Great primeval monsters, each his own judge of right and wrong, and all ready to fight separately or in combination the moment there was anything to be gained by fighting—such were the Great Powers not long ago. That this shall be so no longer men have now met in Geneva. Last week they worked.

Fundamental are these facts:

1) So-called "International Law," contrary to popular belief, does not necessarily bind a sovereign state.

2) The League of Nations is today no bar to war, as Japan is proving daily.

3) Neither the World Court nor the Hague Court is endowed with an authority over sovereign states in any way remotely comparable to what men mean when they say "a court."
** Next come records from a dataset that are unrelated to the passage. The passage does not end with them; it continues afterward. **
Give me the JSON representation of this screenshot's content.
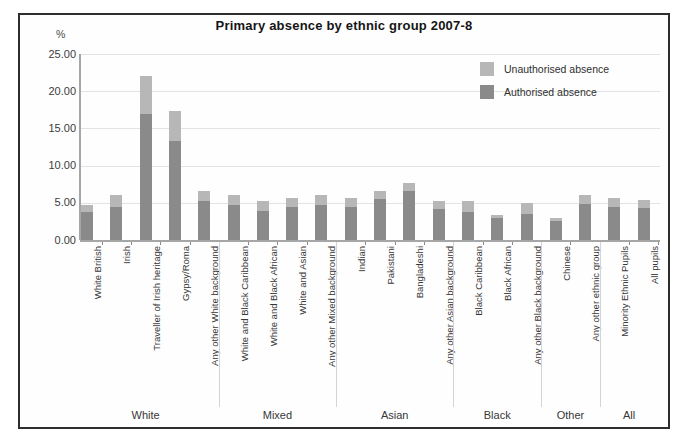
{
  "chart_data": {
    "type": "bar",
    "stacked": true,
    "title": "Primary absence by ethnic group 2007-8",
    "y_unit_label": "%",
    "xlabel": "",
    "ylabel": "%",
    "ylim": [
      0,
      25
    ],
    "ytick_step": 5,
    "ytick_labels": [
      "0.00",
      "5.00",
      "10.00",
      "15.00",
      "20.00",
      "25.00"
    ],
    "grid": true,
    "legend_position": "top-right-inside",
    "categories": [
      "White British",
      "Irish",
      "Traveller of Irish heritage",
      "Gypsy/Roma",
      "Any other White background",
      "White and Black Caribbean",
      "White and Black African",
      "White and Asian",
      "Any other Mixed background",
      "Indian",
      "Pakistani",
      "Bangladeshi",
      "Any other Asian background",
      "Black Caribbean",
      "Black African",
      "Any other Black background",
      "Chinese",
      "Any other ethnic group",
      "Minority Ethnic Pupils",
      "All pupils"
    ],
    "groups": [
      {
        "label": "White",
        "count": 5
      },
      {
        "label": "Mixed",
        "count": 4
      },
      {
        "label": "Asian",
        "count": 4
      },
      {
        "label": "Black",
        "count": 3
      },
      {
        "label": "Other",
        "count": 2
      },
      {
        "label": "All",
        "count": 2
      }
    ],
    "series": [
      {
        "name": "Authorised absence",
        "color": "#8a8a8a",
        "stack_order": "bottom",
        "values": [
          3.7,
          4.5,
          16.9,
          13.3,
          5.2,
          4.7,
          3.9,
          4.5,
          4.7,
          4.4,
          5.5,
          6.6,
          4.1,
          3.7,
          3.0,
          3.5,
          2.6,
          4.8,
          4.5,
          4.3
        ]
      },
      {
        "name": "Unauthorised absence",
        "color": "#b7b7b7",
        "stack_order": "top",
        "values": [
          1.0,
          1.5,
          5.1,
          4.1,
          1.4,
          1.4,
          1.3,
          1.2,
          1.4,
          1.2,
          1.1,
          1.0,
          1.1,
          1.5,
          0.3,
          1.5,
          0.4,
          1.3,
          1.1,
          1.1
        ]
      }
    ],
    "legend": [
      {
        "label": "Unauthorised absence",
        "color": "#b7b7b7"
      },
      {
        "label": "Authorised absence",
        "color": "#8a8a8a"
      }
    ],
    "colors": {
      "grid": "#e3e3e3",
      "axis": "#a6a6a6",
      "frame_border": "#2e2e2e"
    }
  }
}
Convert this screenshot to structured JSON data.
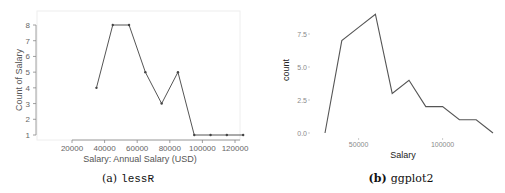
{
  "chart_data": [
    {
      "type": "line",
      "caption_label": "(a)",
      "caption_name": "lessR",
      "title": "",
      "xlabel": "Salary: Annual Salary (USD)",
      "ylabel": "Count of Salary",
      "x": [
        35000,
        45000,
        55000,
        65000,
        75000,
        85000,
        95000,
        105000,
        115000,
        125000
      ],
      "values": [
        4,
        8,
        8,
        5,
        3,
        5,
        1,
        1,
        1,
        1
      ],
      "x_ticks": [
        "20000",
        "40000",
        "60000",
        "80000",
        "100000",
        "120000"
      ],
      "y_ticks": [
        "1",
        "2",
        "3",
        "4",
        "5",
        "6",
        "7",
        "8"
      ],
      "xlim": [
        20000,
        125000
      ],
      "ylim": [
        1,
        8
      ],
      "markers": true,
      "grid": false,
      "legend": "none",
      "line_color": "#555555"
    },
    {
      "type": "line",
      "caption_label": "(b)",
      "caption_name": "ggplot2",
      "title": "",
      "xlabel": "Salary",
      "ylabel": "count",
      "x": [
        30000,
        40000,
        50000,
        60000,
        70000,
        80000,
        90000,
        100000,
        110000,
        120000,
        130000
      ],
      "values": [
        0,
        7,
        8,
        9,
        3,
        4,
        2,
        2,
        1,
        1,
        0
      ],
      "x_ticks": [
        "50000",
        "100000"
      ],
      "y_ticks": [
        "0.0",
        "2.5",
        "5.0",
        "7.5"
      ],
      "xlim": [
        30000,
        130000
      ],
      "ylim": [
        0,
        9
      ],
      "markers": false,
      "grid": false,
      "legend": "none",
      "line_color": "#555555"
    }
  ]
}
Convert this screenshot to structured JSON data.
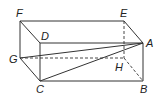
{
  "diagram": {
    "type": "rectangular prism (cuboid) with diagonals",
    "vertices": {
      "A": {
        "label": "A",
        "x": 143,
        "y": 43
      },
      "B": {
        "label": "B",
        "x": 143,
        "y": 81
      },
      "C": {
        "label": "C",
        "x": 40,
        "y": 81
      },
      "D": {
        "label": "D",
        "x": 40,
        "y": 43
      },
      "E": {
        "label": "E",
        "x": 124,
        "y": 21
      },
      "F": {
        "label": "F",
        "x": 20,
        "y": 21
      },
      "G": {
        "label": "G",
        "x": 20,
        "y": 58
      },
      "H": {
        "label": "H",
        "x": 124,
        "y": 58
      }
    },
    "solid_edges": [
      "F-E",
      "E-A",
      "F-D",
      "D-A",
      "F-G",
      "G-C",
      "D-C",
      "C-B",
      "A-B",
      "G-A",
      "C-A"
    ],
    "dashed_edges": [
      "E-H",
      "G-H",
      "H-B"
    ],
    "colors": {
      "stroke": "#333333",
      "label": "#222222",
      "background": "#ffffff"
    }
  }
}
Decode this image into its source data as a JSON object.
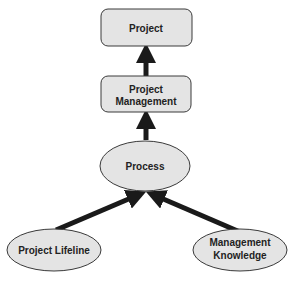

Therefore last week the men in Geneva, the statesmen of 57 nations, had to build almost anew, or fail and leave their Conference a mockery. Up stood a go-getter, before the Conference was quite ready to hear him, and dynamically proposed to build anew. Said he in effect: the Conference had better scrap that confused wad of paper over which European statesmen have fought and contradicted each other for years, the so-called League of Nations Draft Convention for the Disarmament Conference. Instead, the go-getter, M. Andre Tardieu, proposed his plan, the plan of France.

"All the World's!" Not new, M. Tardieu merely gave a semblance of creation to the old, calm, logical French argument that only a real International Law, only a real League of Nations and only a real World Court can make sovereign states toe the line of International Decency.

Broadly M. Tardieu asked the Conference "to make a definite choice between a League of Nations possessing executive authority and a League of Nations paralyzed by the intransigencies of national sovereignty."

Specifically M. Tardieu offered, subject to similar offers and approval all round, to place at the disposal of the League of Nations upon demand:

1) All the world's long-range artillery.

2} All the world's warships exceeding 10,000 tons each or armed with guns of a calibre above 8 in.

3) All the world's large submarines.

4) All the world's civil airplanes capable of military use, phis an air armada of heavy bombers created exclusively for the League.

5) An International Police Force (ultimate name unimportant} to swing the above nightsticks and crack them over the heads of sovereign states which do not toe the mark of International Decency.